Quote of the Day

We need no new notes in our message. The old theme may sound monotonous to some, but “What more can He say than to us He has said?” I heard of a would-be cellist who kept sawing away on one string. Somebody said, “That is not the way to play a cello. You must run your fingers up and down the strings to find different notes.” “Oh, no,” he replied, “those fellows are looking for the right note, but I’ve found it!” Some are trying to find new notes in the gospel message today, but blessed is the man who has found and keeps sounding the keynote.

Quote of the Day

In my early Christian experience I set out to read the Bible, taking the promises at face value, believing the Scriptures as I found them without benefit of footnotes or commentaries. I began with Genesis and was claiming everything for myself when I was informed that those promises were for the Jews! My ardor was dampened but I did not want to lay hold of anything that did not belong to me, so I moved into the New Testament and began to appropriate the blessings of the Sermon on the Mount when again I was interrupted and duly notified that all those things belonged to the Kingdom Age. Not wanting to trespass on the Kingdom Age, whatever that was, I started over in the Acts and was daring to claim some if not all the fruits of Pentecost when I was again reminded that the Acts covered a transitional period and that we were not to press those matters too literally! By then, I did not know which promises were mine nor could I stand with confidence on any passage of Scripture lest some divider of the Word might come along like a policeman to order me off private property. In desperation I said, “Lord, I’ve heard of a man without a country, and I’m becoming a Christian without a Bible. Give me a verse I can claim for my own.” He answered with one I have stood upon ever since: “. . .let God be true, but every man a liar .” (Romans 3:4)!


:: Assignment ::
Within the records, determine how many lines contain the word "pixels". Your reply must consist of that number only.

[Opening Exercise inputs section]

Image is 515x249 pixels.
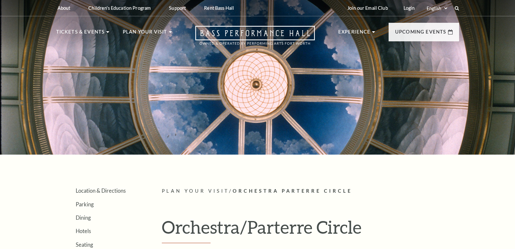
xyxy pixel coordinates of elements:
[76,187,126,193] a: Location & Directions
[204,5,234,11] p: Rent Bass Hall
[162,216,459,243] h1: Orchestra/Parterre Circle
[56,28,105,40] p: Tickets & Events
[88,5,151,11] p: Children's Education Program
[76,201,94,207] a: Parking
[162,187,459,195] p: /
[76,214,91,220] a: Dining
[169,5,186,11] p: Support
[338,28,371,40] p: Experience
[76,227,91,234] a: Hotels
[76,241,93,247] a: Seating
[425,5,448,11] select: Select:
[123,28,167,40] p: Plan Your Visit
[58,5,71,11] p: About
[162,188,229,193] span: Plan Your Visit
[395,28,446,40] p: Upcoming Events
[233,188,352,193] span: Orchestra Parterre Circle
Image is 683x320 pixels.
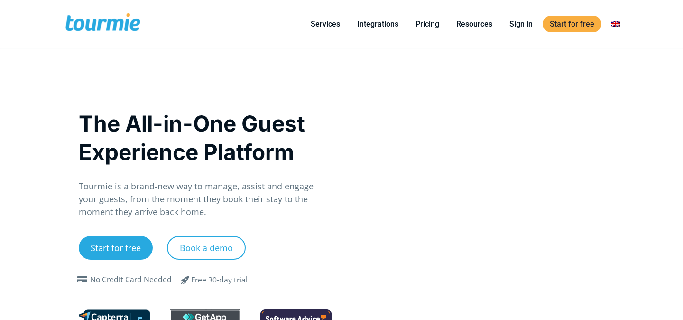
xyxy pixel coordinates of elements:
[174,274,197,285] span: 
[75,276,90,283] span: 
[502,18,540,30] a: Sign in
[79,180,332,218] p: Tourmie is a brand-new way to manage, assist and engage your guests, from the moment they book th...
[408,18,446,30] a: Pricing
[304,18,347,30] a: Services
[79,109,332,166] h1: The All-in-One Guest Experience Platform
[543,16,602,32] a: Start for free
[449,18,500,30] a: Resources
[350,18,406,30] a: Integrations
[167,236,246,259] a: Book a demo
[90,274,172,285] div: No Credit Card Needed
[191,274,248,286] div: Free 30-day trial
[79,236,153,259] a: Start for free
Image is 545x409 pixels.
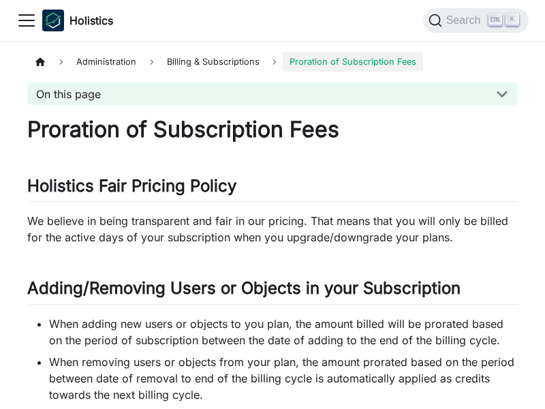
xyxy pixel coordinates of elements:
img: Holistics [42,10,64,31]
span: Search [442,14,489,27]
h1: Proration of Subscription Fees [27,116,518,143]
span: Proration of Subscription Fees [283,52,423,72]
p: We believe in being transparent and fair in our pricing. That means that you will only be billed ... [27,213,518,245]
button: Toggle navigation bar [16,10,37,31]
a: HolisticsHolistics [42,10,113,31]
b: Holistics [69,12,113,29]
li: When adding new users or objects to you plan, the amount billed will be prorated based on the per... [49,315,518,348]
span: Billing & Subscriptions [160,52,266,72]
a: Home page [27,52,53,72]
kbd: K [505,14,519,26]
span: Administration [69,52,143,72]
button: On this page [27,82,518,105]
li: When removing users or objects from your plan, the amount prorated based on the period between da... [49,354,518,403]
h2: Holistics Fair Pricing Policy [27,176,518,202]
nav: Breadcrumbs [27,52,518,72]
h2: Adding/Removing Users or Objects in your Subscription [27,278,518,304]
button: Search (Ctrl+K) [423,8,529,33]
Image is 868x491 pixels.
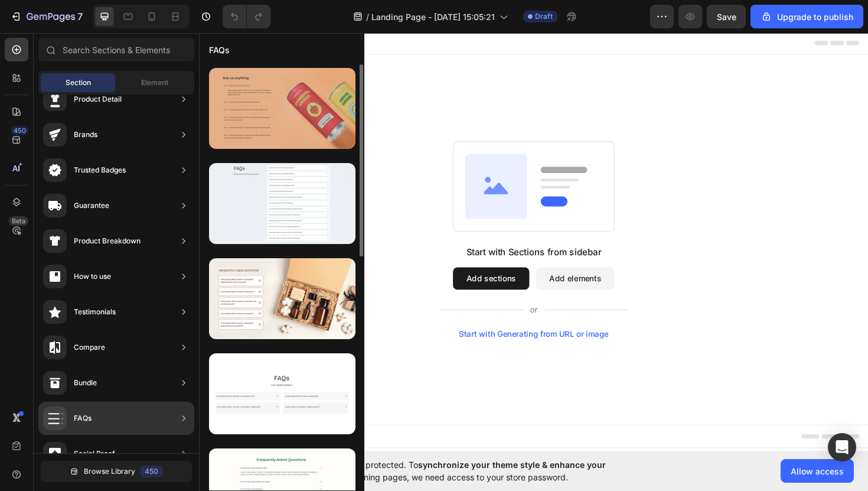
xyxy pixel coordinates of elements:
div: Start with Generating from URL or image [275,316,434,325]
div: Bundle [74,377,97,388]
div: Product Detail [74,93,121,105]
div: Open Intercom Messenger [828,433,856,461]
span: Save [717,12,736,22]
div: Guarantee [74,200,109,212]
span: Section [66,78,91,88]
div: Start with Sections from sidebar [283,225,426,240]
div: Compare [74,341,105,353]
span: / [366,11,369,23]
div: Social Proof [74,448,115,460]
button: Allow access [781,459,854,482]
button: Add elements [357,249,440,273]
button: Upgrade to publish [751,5,864,28]
div: Beta [9,216,28,225]
p: 7 [78,9,83,24]
div: Brands [74,129,98,140]
span: Landing Page - [DATE] 15:05:21 [371,11,495,23]
span: Draft [535,11,553,22]
span: Your page is password protected. To when designing pages, we need access to your store password. [274,458,652,483]
div: 450 [11,126,28,135]
div: Testimonials [74,306,116,318]
span: synchronize your theme style & enhance your experience [274,460,606,482]
div: Undo/Redo [223,5,271,28]
button: 7 [5,5,88,28]
iframe: Design area [199,32,868,452]
button: Save [707,5,746,28]
span: Browse Library [84,466,135,477]
span: Element [141,78,168,88]
input: Search Sections & Elements [38,38,194,61]
div: How to use [74,271,111,282]
div: Product Breakdown [74,235,140,247]
button: Add sections [269,249,349,273]
div: 450 [140,465,163,477]
div: FAQs [74,412,91,424]
div: Upgrade to publish [761,11,854,23]
span: Allow access [791,465,844,477]
div: Trusted Badges [74,164,126,176]
button: Browse Library450 [41,461,192,482]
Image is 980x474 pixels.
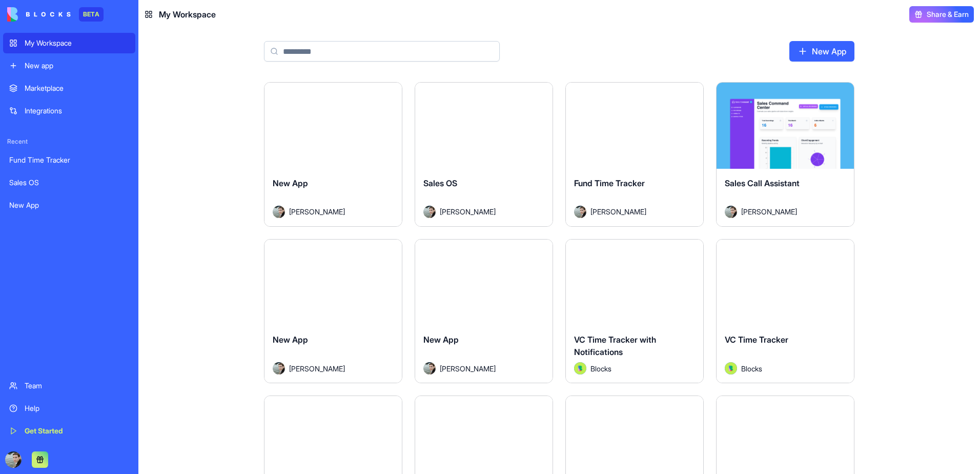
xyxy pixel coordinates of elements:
div: New App [9,200,129,210]
img: Avatar [423,362,436,375]
span: [PERSON_NAME] [741,206,797,217]
span: Recent [3,137,136,145]
a: Fund Time Tracker [3,150,136,171]
span: [PERSON_NAME] [440,363,496,374]
span: New App [423,335,459,345]
span: [PERSON_NAME] [440,206,496,217]
a: New AppAvatar[PERSON_NAME] [414,239,553,384]
div: Integrations [24,105,129,116]
a: VC Time Tracker with NotificationsAvatarBlocks [566,239,703,384]
img: Avatar [725,205,737,218]
a: Sales Call AssistantAvatar[PERSON_NAME] [716,82,855,227]
div: Fund Time Tracker [9,155,129,165]
span: Sales Call Assistant [725,178,800,188]
a: Fund Time TrackerAvatar[PERSON_NAME] [566,82,703,227]
a: Help [3,398,136,418]
img: Avatar [574,205,586,218]
div: Get Started [24,426,129,436]
span: VC Time Tracker with Notifications [574,335,656,357]
div: Help [24,403,129,413]
div: Sales OS [9,177,129,188]
span: [PERSON_NAME] [591,206,646,217]
a: BETA [7,7,104,22]
img: Avatar [273,362,285,375]
span: [PERSON_NAME] [289,363,345,374]
img: Avatar [725,362,737,375]
a: New app [3,56,136,76]
a: VC Time TrackerAvatarBlocks [716,239,855,384]
span: Sales OS [423,178,457,188]
div: Marketplace [24,83,129,93]
a: Sales OSAvatar[PERSON_NAME] [414,82,553,227]
div: My Workspace [24,38,129,48]
span: Blocks [741,363,762,374]
span: New App [273,335,308,345]
a: My Workspace [3,33,136,53]
span: Share & Earn [927,9,969,19]
a: Integrations [3,101,136,121]
span: New App [273,178,308,188]
div: BETA [79,7,104,22]
a: Get Started [3,421,136,441]
span: Fund Time Tracker [574,178,645,188]
a: New AppAvatar[PERSON_NAME] [264,82,403,227]
img: Avatar [423,205,436,218]
a: Team [3,375,136,396]
span: VC Time Tracker [725,335,788,345]
span: [PERSON_NAME] [289,206,345,217]
div: New app [24,61,129,70]
a: Marketplace [3,78,136,99]
a: New AppAvatar[PERSON_NAME] [264,239,403,384]
a: Sales OS [3,172,136,193]
img: Avatar [574,362,586,375]
button: Share & Earn [910,6,974,22]
img: ACg8ocLgft2zbYhxCVX_QnRk8wGO17UHpwh9gymK_VQRDnGx1cEcXohv=s96-c [5,451,21,468]
span: Blocks [591,363,612,374]
span: My Workspace [159,8,216,21]
div: Team [24,381,129,391]
img: Avatar [273,205,285,218]
img: logo [7,7,70,22]
a: New App [3,195,136,215]
a: New App [789,41,855,62]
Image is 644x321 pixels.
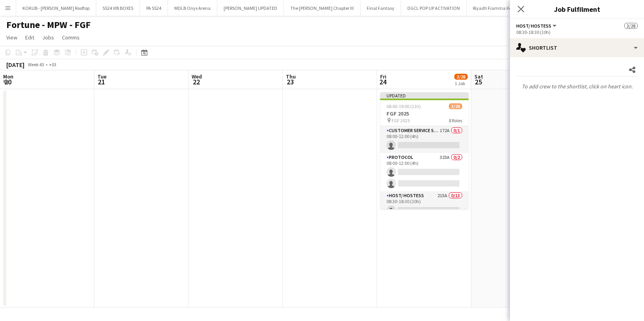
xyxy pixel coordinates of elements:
[510,80,644,93] p: To add crew to the shortlist, click on heart icon.
[380,92,468,209] app-job-card: Updated08:00-19:00 (11h)3/28FGF 2025 FGF 20258 RolesCustomer Service Staff172A0/108:00-12:00 (4h)...
[3,73,13,80] span: Mon
[59,33,83,42] a: Comms
[510,4,644,14] h3: Job Fulfilment
[455,73,468,80] span: 3/28
[39,33,57,42] a: Jobs
[42,34,54,41] span: Jobs
[392,117,410,123] span: FGF 2025
[140,1,168,16] button: PA SS24
[96,77,106,87] span: 21
[168,1,217,16] button: MDLB Onyx Arena
[286,73,296,80] span: Thu
[516,23,558,29] button: Host/ Hostess
[467,1,536,16] button: Riyadh Fiamma Restaurant
[285,77,296,87] span: 23
[380,126,468,153] app-card-role: Customer Service Staff172A0/108:00-12:00 (4h)
[6,19,91,31] h1: Fortune - MPW - FGF
[96,1,140,16] button: SS24 VIB BOXES
[62,34,80,41] span: Comms
[475,73,483,80] span: Sat
[387,103,421,109] span: 08:00-19:00 (11h)
[401,1,467,16] button: DGCL POP UP ACTIVATION
[25,34,34,41] span: Edit
[16,1,96,16] button: KOKUB - [PERSON_NAME] Rooftop
[192,73,202,80] span: Wed
[22,33,37,42] a: Edit
[361,1,401,16] button: Final Fantasy
[6,34,17,41] span: View
[380,153,468,191] app-card-role: Protocol323A0/208:00-12:00 (4h)
[380,92,468,98] div: Updated
[449,103,462,109] span: 3/28
[3,33,21,42] a: View
[2,77,13,87] span: 20
[379,77,387,87] span: 24
[625,23,638,29] span: 3/28
[510,38,644,57] div: Shortlist
[217,1,284,16] button: [PERSON_NAME] UPDATED
[516,23,552,29] span: Host/ Hostess
[26,62,46,67] span: Week 43
[516,29,638,35] div: 08:30-18:30 (10h)
[49,62,56,67] div: +03
[473,77,483,87] span: 25
[380,110,468,117] h3: FGF 2025
[6,61,24,69] div: [DATE]
[191,77,202,87] span: 22
[97,73,106,80] span: Tue
[380,73,387,80] span: Fri
[455,80,468,87] div: 1 Job
[284,1,361,16] button: The [PERSON_NAME] Chapter III
[449,117,462,123] span: 8 Roles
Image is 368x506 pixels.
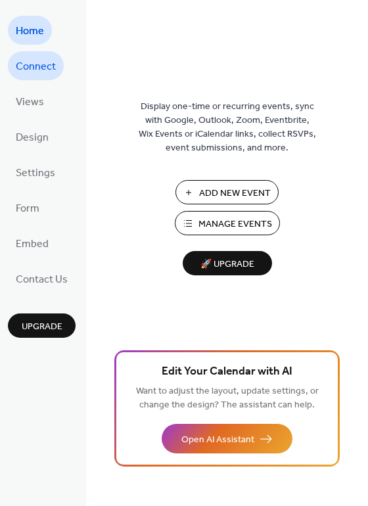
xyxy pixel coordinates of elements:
[175,180,279,204] button: Add New Event
[16,92,44,113] span: Views
[199,187,271,200] span: Add New Event
[16,57,56,78] span: Connect
[136,382,319,414] span: Want to adjust the layout, update settings, or change the design? The assistant can help.
[8,264,76,293] a: Contact Us
[16,234,49,255] span: Embed
[8,51,64,80] a: Connect
[162,424,292,453] button: Open AI Assistant
[183,251,272,275] button: 🚀 Upgrade
[8,313,76,338] button: Upgrade
[162,363,292,381] span: Edit Your Calendar with AI
[22,320,62,334] span: Upgrade
[181,433,254,447] span: Open AI Assistant
[8,158,63,187] a: Settings
[8,122,57,151] a: Design
[16,21,44,42] span: Home
[8,229,57,258] a: Embed
[198,218,272,231] span: Manage Events
[8,87,52,116] a: Views
[16,163,55,184] span: Settings
[8,16,52,45] a: Home
[16,269,68,290] span: Contact Us
[191,256,264,273] span: 🚀 Upgrade
[175,211,280,235] button: Manage Events
[16,198,39,219] span: Form
[139,100,316,155] span: Display one-time or recurring events, sync with Google, Outlook, Zoom, Eventbrite, Wix Events or ...
[16,127,49,149] span: Design
[8,193,47,222] a: Form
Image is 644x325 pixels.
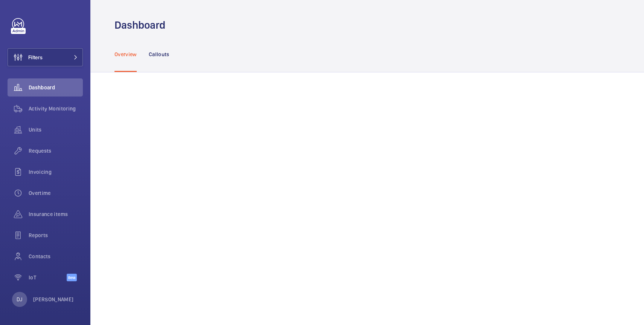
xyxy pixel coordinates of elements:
span: Contacts [28,253,83,260]
span: Overtime [28,189,83,197]
span: Reports [28,232,83,239]
h1: Dashboard [114,18,170,32]
span: Insurance items [28,210,83,218]
span: Units [28,126,83,134]
span: Activity Monitoring [28,105,83,113]
span: Requests [28,147,83,155]
span: IoT [28,274,67,281]
span: Invoicing [28,168,83,176]
span: Filters [28,54,42,61]
p: Callouts [149,50,169,58]
span: Beta [67,274,77,281]
p: [PERSON_NAME] [33,296,74,303]
p: Overview [114,50,137,58]
span: Dashboard [28,84,83,91]
button: Filters [7,48,83,66]
p: DJ [17,296,22,303]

[Closing Exercise inputs section]

:: Answer to the problem ::
8